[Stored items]
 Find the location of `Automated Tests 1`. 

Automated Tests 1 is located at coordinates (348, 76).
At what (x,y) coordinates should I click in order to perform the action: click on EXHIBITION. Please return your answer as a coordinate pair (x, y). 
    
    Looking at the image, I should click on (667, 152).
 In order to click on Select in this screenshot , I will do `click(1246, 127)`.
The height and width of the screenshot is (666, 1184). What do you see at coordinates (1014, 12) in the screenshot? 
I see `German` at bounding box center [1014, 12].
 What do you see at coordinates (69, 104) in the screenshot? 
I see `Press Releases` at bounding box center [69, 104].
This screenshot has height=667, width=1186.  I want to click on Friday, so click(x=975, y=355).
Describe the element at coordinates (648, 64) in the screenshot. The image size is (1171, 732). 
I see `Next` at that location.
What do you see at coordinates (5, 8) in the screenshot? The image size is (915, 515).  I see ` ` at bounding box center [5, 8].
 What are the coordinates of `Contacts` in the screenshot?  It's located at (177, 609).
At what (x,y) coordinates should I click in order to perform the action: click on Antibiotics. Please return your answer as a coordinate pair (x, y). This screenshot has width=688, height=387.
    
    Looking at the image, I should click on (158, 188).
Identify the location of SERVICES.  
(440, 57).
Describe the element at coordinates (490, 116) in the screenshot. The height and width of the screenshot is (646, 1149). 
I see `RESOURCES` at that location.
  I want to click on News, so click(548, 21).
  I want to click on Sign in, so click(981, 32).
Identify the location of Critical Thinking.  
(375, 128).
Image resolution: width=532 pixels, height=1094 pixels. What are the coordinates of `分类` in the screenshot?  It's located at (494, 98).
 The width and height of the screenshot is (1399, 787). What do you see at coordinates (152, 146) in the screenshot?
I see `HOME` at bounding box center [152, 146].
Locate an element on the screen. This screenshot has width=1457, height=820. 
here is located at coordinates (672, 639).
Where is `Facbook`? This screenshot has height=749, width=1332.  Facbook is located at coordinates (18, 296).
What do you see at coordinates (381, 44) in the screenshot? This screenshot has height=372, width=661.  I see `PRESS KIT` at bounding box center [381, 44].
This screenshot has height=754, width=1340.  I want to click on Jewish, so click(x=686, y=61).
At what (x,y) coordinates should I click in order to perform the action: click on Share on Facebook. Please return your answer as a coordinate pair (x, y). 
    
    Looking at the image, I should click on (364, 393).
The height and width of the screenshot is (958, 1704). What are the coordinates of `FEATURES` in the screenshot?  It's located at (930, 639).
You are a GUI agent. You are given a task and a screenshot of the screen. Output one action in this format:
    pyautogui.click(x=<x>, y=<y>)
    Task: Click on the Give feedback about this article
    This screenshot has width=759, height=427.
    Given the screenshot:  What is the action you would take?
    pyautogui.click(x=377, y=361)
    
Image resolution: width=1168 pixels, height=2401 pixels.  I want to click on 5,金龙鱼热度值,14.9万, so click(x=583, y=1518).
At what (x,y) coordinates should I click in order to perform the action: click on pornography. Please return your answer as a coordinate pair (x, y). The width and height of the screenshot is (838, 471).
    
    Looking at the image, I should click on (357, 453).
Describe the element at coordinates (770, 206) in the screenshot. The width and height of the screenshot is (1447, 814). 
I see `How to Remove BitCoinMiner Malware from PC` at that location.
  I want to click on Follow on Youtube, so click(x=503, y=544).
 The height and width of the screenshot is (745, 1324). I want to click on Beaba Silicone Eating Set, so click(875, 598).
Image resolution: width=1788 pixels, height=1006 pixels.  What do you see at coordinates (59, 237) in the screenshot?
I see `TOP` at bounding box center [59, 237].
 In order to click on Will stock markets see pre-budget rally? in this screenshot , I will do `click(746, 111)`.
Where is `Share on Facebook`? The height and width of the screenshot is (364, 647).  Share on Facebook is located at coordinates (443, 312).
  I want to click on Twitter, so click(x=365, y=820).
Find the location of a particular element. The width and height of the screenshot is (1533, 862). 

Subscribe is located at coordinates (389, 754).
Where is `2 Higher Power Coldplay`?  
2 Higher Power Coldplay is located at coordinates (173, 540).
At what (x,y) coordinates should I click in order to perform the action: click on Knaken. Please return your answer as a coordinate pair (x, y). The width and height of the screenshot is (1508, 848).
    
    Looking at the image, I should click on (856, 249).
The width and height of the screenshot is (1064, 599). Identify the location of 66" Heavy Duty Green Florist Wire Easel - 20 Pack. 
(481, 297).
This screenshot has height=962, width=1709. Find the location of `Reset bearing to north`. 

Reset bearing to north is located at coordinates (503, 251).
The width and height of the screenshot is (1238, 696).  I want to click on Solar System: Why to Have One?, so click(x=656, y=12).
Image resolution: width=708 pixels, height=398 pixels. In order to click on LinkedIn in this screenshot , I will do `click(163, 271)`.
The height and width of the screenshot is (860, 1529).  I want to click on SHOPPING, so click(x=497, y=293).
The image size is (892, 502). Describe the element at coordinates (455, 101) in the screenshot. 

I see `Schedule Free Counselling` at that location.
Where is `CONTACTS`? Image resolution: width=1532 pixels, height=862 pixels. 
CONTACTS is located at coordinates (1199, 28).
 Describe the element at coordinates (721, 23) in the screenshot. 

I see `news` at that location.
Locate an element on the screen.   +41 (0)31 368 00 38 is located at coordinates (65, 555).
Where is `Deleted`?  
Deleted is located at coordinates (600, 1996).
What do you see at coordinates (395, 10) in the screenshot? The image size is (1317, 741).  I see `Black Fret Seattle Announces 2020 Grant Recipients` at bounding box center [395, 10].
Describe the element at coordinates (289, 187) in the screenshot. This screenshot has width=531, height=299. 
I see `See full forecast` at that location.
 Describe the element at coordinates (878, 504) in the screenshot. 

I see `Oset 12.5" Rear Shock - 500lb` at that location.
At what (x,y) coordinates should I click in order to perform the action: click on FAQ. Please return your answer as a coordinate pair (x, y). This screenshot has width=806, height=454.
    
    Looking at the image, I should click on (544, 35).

● Work instructions
Every line of the records should be reproduced exactly.

● Answer box
 Find the location of `Automated Tests 1`. 

Automated Tests 1 is located at coordinates (348, 76).
At what (x,y) coordinates should I click in order to perform the action: click on EXHIBITION. Please return your answer as a coordinate pair (x, y). 
    
    Looking at the image, I should click on (667, 152).
 In order to click on Select in this screenshot , I will do `click(1246, 127)`.
The height and width of the screenshot is (666, 1184). What do you see at coordinates (1014, 12) in the screenshot? 
I see `German` at bounding box center [1014, 12].
 What do you see at coordinates (69, 104) in the screenshot? 
I see `Press Releases` at bounding box center [69, 104].
This screenshot has height=667, width=1186.  I want to click on Friday, so click(x=975, y=355).
Describe the element at coordinates (648, 64) in the screenshot. The image size is (1171, 732). 
I see `Next` at that location.
What do you see at coordinates (5, 8) in the screenshot? The image size is (915, 515).  I see ` ` at bounding box center [5, 8].
 What are the coordinates of `Contacts` in the screenshot?  It's located at (177, 609).
At what (x,y) coordinates should I click in order to perform the action: click on Antibiotics. Please return your answer as a coordinate pair (x, y). This screenshot has width=688, height=387.
    
    Looking at the image, I should click on (158, 188).
Identify the location of SERVICES.  
(440, 57).
Describe the element at coordinates (490, 116) in the screenshot. The height and width of the screenshot is (646, 1149). 
I see `RESOURCES` at that location.
  I want to click on News, so click(548, 21).
  I want to click on Sign in, so click(981, 32).
Identify the location of Critical Thinking.  
(375, 128).
Image resolution: width=532 pixels, height=1094 pixels. What are the coordinates of `分类` in the screenshot?  It's located at (494, 98).
 The width and height of the screenshot is (1399, 787). What do you see at coordinates (152, 146) in the screenshot?
I see `HOME` at bounding box center [152, 146].
Locate an element on the screen. This screenshot has width=1457, height=820. 
here is located at coordinates (672, 639).
Where is `Facbook`? This screenshot has height=749, width=1332.  Facbook is located at coordinates (18, 296).
What do you see at coordinates (381, 44) in the screenshot? This screenshot has height=372, width=661.  I see `PRESS KIT` at bounding box center [381, 44].
This screenshot has height=754, width=1340.  I want to click on Jewish, so click(x=686, y=61).
At what (x,y) coordinates should I click in order to perform the action: click on Share on Facebook. Please return your answer as a coordinate pair (x, y). 
    
    Looking at the image, I should click on (364, 393).
The height and width of the screenshot is (958, 1704). What are the coordinates of `FEATURES` in the screenshot?  It's located at (930, 639).
You are a GUI agent. You are given a task and a screenshot of the screen. Output one action in this format:
    pyautogui.click(x=<x>, y=<y>)
    Task: Click on the Give feedback about this article
    This screenshot has width=759, height=427.
    Given the screenshot:  What is the action you would take?
    pyautogui.click(x=377, y=361)
    
Image resolution: width=1168 pixels, height=2401 pixels.  I want to click on 5,金龙鱼热度值,14.9万, so click(x=583, y=1518).
At what (x,y) coordinates should I click in order to perform the action: click on pornography. Please return your answer as a coordinate pair (x, y). The width and height of the screenshot is (838, 471).
    
    Looking at the image, I should click on (357, 453).
Describe the element at coordinates (770, 206) in the screenshot. The width and height of the screenshot is (1447, 814). 
I see `How to Remove BitCoinMiner Malware from PC` at that location.
  I want to click on Follow on Youtube, so click(x=503, y=544).
 The height and width of the screenshot is (745, 1324). I want to click on Beaba Silicone Eating Set, so click(875, 598).
Image resolution: width=1788 pixels, height=1006 pixels.  What do you see at coordinates (59, 237) in the screenshot?
I see `TOP` at bounding box center [59, 237].
 In order to click on Will stock markets see pre-budget rally? in this screenshot , I will do `click(746, 111)`.
Where is `Share on Facebook`? The height and width of the screenshot is (364, 647).  Share on Facebook is located at coordinates (443, 312).
  I want to click on Twitter, so click(x=365, y=820).
Find the location of a particular element. The width and height of the screenshot is (1533, 862). 

Subscribe is located at coordinates (389, 754).
Where is `2 Higher Power Coldplay`?  
2 Higher Power Coldplay is located at coordinates (173, 540).
At what (x,y) coordinates should I click in order to perform the action: click on Knaken. Please return your answer as a coordinate pair (x, y). The width and height of the screenshot is (1508, 848).
    
    Looking at the image, I should click on (856, 249).
The width and height of the screenshot is (1064, 599). Identify the location of 66" Heavy Duty Green Florist Wire Easel - 20 Pack. 
(481, 297).
This screenshot has height=962, width=1709. Find the location of `Reset bearing to north`. 

Reset bearing to north is located at coordinates (503, 251).
The width and height of the screenshot is (1238, 696).  I want to click on Solar System: Why to Have One?, so click(x=656, y=12).
Image resolution: width=708 pixels, height=398 pixels. In order to click on LinkedIn in this screenshot , I will do `click(163, 271)`.
The height and width of the screenshot is (860, 1529).  I want to click on SHOPPING, so click(x=497, y=293).
The image size is (892, 502). Describe the element at coordinates (455, 101) in the screenshot. 

I see `Schedule Free Counselling` at that location.
Where is `CONTACTS`? Image resolution: width=1532 pixels, height=862 pixels. 
CONTACTS is located at coordinates (1199, 28).
 Describe the element at coordinates (721, 23) in the screenshot. 

I see `news` at that location.
Locate an element on the screen.   +41 (0)31 368 00 38 is located at coordinates (65, 555).
Where is `Deleted`?  
Deleted is located at coordinates (600, 1996).
What do you see at coordinates (395, 10) in the screenshot? The image size is (1317, 741).  I see `Black Fret Seattle Announces 2020 Grant Recipients` at bounding box center [395, 10].
Describe the element at coordinates (289, 187) in the screenshot. This screenshot has width=531, height=299. 
I see `See full forecast` at that location.
 Describe the element at coordinates (878, 504) in the screenshot. 

I see `Oset 12.5" Rear Shock - 500lb` at that location.
At what (x,y) coordinates should I click in order to perform the action: click on FAQ. Please return your answer as a coordinate pair (x, y). This screenshot has width=806, height=454.
    
    Looking at the image, I should click on (544, 35).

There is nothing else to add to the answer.